The process unfolds in two phases. First, high oxygen levels shut down normal blood vessel growth in the retina during the earliest weeks after birth. Then, as the retina continues to develop and demand more blood supply, the lack of adequate vessels creates oxygen starvation, which triggers abnormal vessel growth that can pull on the retina and cause detachment. To manage this risk, neonatal units carefully target oxygen saturation ranges: 90 to 94% for infants under 32 weeks of age, and 92 to 98% for older newborns. Studies have found that keeping oxygen levels in the lower range during those critical first weeks cuts the risk of severe retinopathy roughly in half.

Fire and Safety Hazards

Oxygen itself doesn’t burn, but it makes everything around it burn faster and hotter. This creates a real fire risk in the home. In the United States, home oxygen equipment is involved in roughly 1,190 burn injuries treated in emergency rooms each year. Fire departments respond to about 182 home fires annually where oxygen equipment is directly involved, and an average of 46 people die in those fires each year.

Smoking is by far the leading cause. In UK data tracking serious incidents with home oxygen, smoking was associated with the majority of fatal and hospitalization-level events. Among non-smoking-related fires, gas stoves, candles, lighters, and electric heaters were the most common ignition sources. Keeping oxygen equipment at least 10 feet from open flames, never smoking while using oxygen, and avoiding petroleum-based products (like certain lip balms) on your face while wearing a cannula are the most important precautions.

Managing Common Side Effects

Most people on long-term home oxygen deal primarily with dryness and skin irritation, both of which respond well to straightforward measures. A humidifier bottle on your oxygen concentrator or tank adds moisture to the air before it reaches your nose. Water-based nasal sprays or gels (not petroleum jelly, which is a fire risk near oxygen) can keep nasal passages from cracking and bleeding.
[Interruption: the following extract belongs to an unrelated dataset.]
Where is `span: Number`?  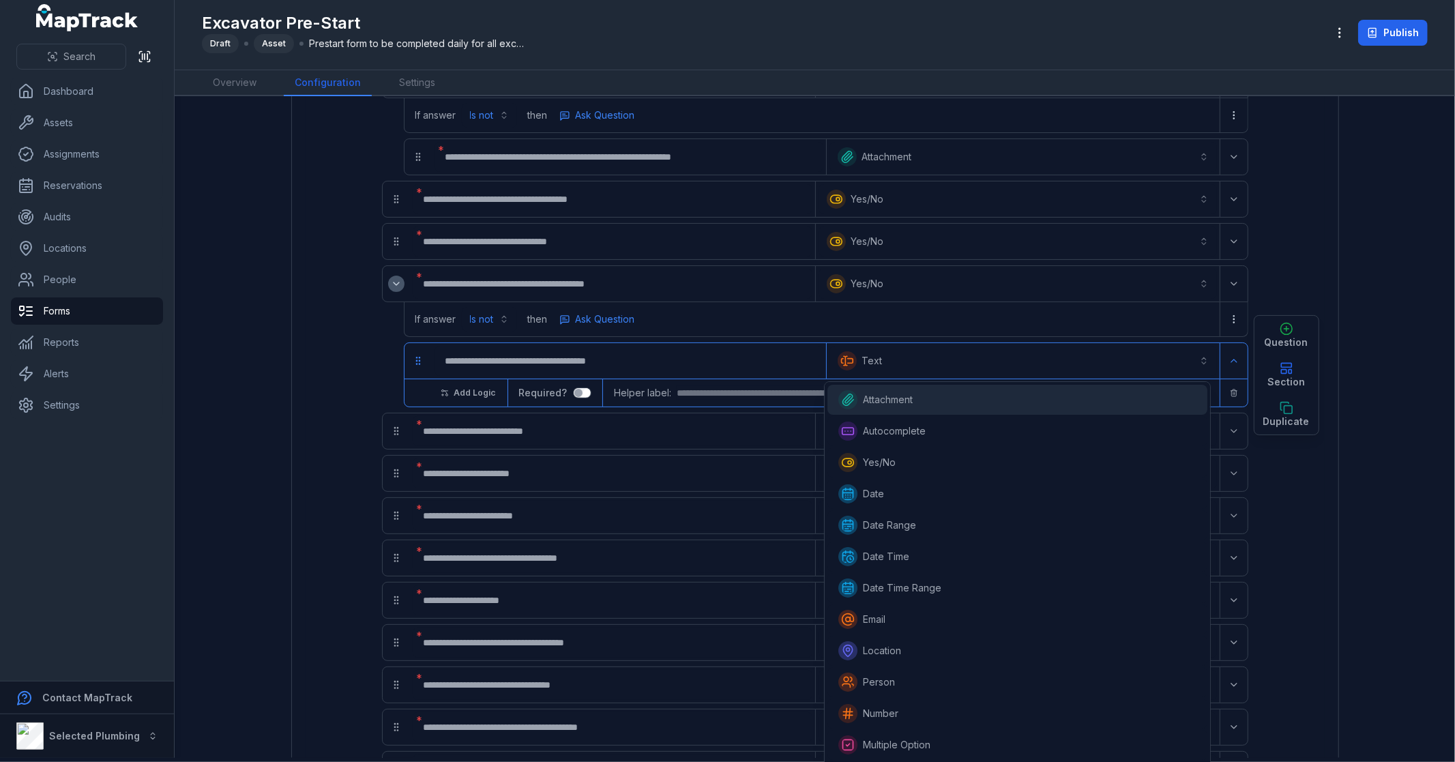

Rotating your cannula position slightly, using soft ear pads on the tubing, and applying protective film or foam dressings to the nose bridge can prevent the skin sores that develop from constant contact.

If you notice increasing headaches, confusion, or excessive sleepiness while on oxygen, particularly if you have a lung condition like COPD, those symptoms suggest your carbon dioxide levels may be climbing and your flow rate may need adjustment. Persistent nosebleeds, especially if accompanied by crusting, pain, or difficulty breathing through the nose, also warrant a conversation about humidity settings or alternative delivery methods.